A troubled test history

Those delays have come with visible problems. Satellite imagery and open-source analysts documented a major failure at the Plesetsk launch complex in September 2024 that left a sizable crater and damaged nearby infrastructure, a setback that raised fresh questions about the missile's reliability, according to The Moscow Times. Before the most recent launch, the Sarmat program had only one widely acknowledged full-flight success, in April 2022, which is why repeated tests are seen as essential for proving the design.

Arms-control backdrop

The new test comes after the last binding arms control agreement between Washington and Moscow, the New START treaty, expired on Feb. 5, 2026, removing formal limits on deployed strategic nuclear forces, according to CBS News. Estimates from the Federation of American Scientists indicate that Russia and the United States still control the vast majority of the world’s nuclear warheads, with roughly 4,400 in Russia's military stockpile and about 3,700 in the U.S. stockpile, which is why any decision to deploy a new heavy ICBM lands with global weight.

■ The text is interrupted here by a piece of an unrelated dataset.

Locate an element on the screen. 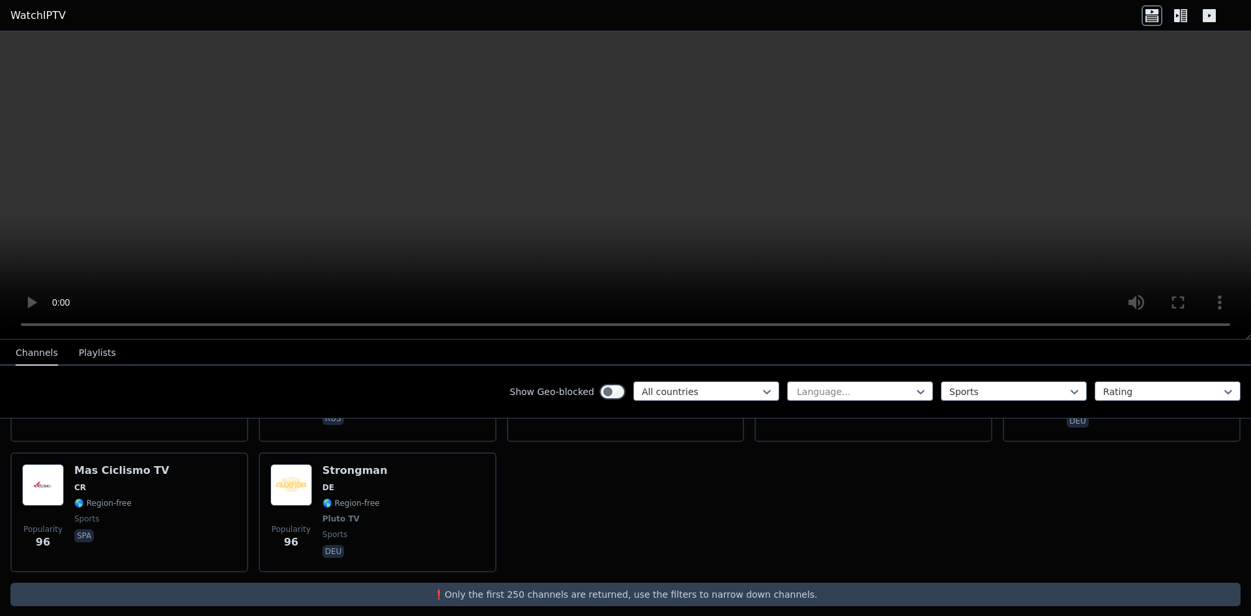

Why Washington is watching

A missile with Sarmat's throw weight and claimed flexible flight paths would complicate missile-defense planning and could let Moscow pack more destructive power onto fewer launchers. That combination is a big part of why U.S. and NATO intelligence agencies are closely scrutinizing the flight data and any changes at Russian basing sites. Outside experts caution that public Russian statements about the missile's range and yield are hard to verify independently and have sometimes been exaggerated; technical specialists at CSIS Missile Threat and other research groups say independently gathered telemetry or tracking data will be crucial in judging the real performance.

What’s next

Moscow says it plans to place the first Sarmat regiments on combat duty before the end of 2026, a schedule that would nudge Western capitals toward their own mix of intelligence work, policy responses and possible new deterrence measures, according to AP. For now, officials and analysts are focused on independently validating the latest test data and watching to see whether the Kremlin actually follows through with force-structure changes that would meaningfully shift the strategic balance.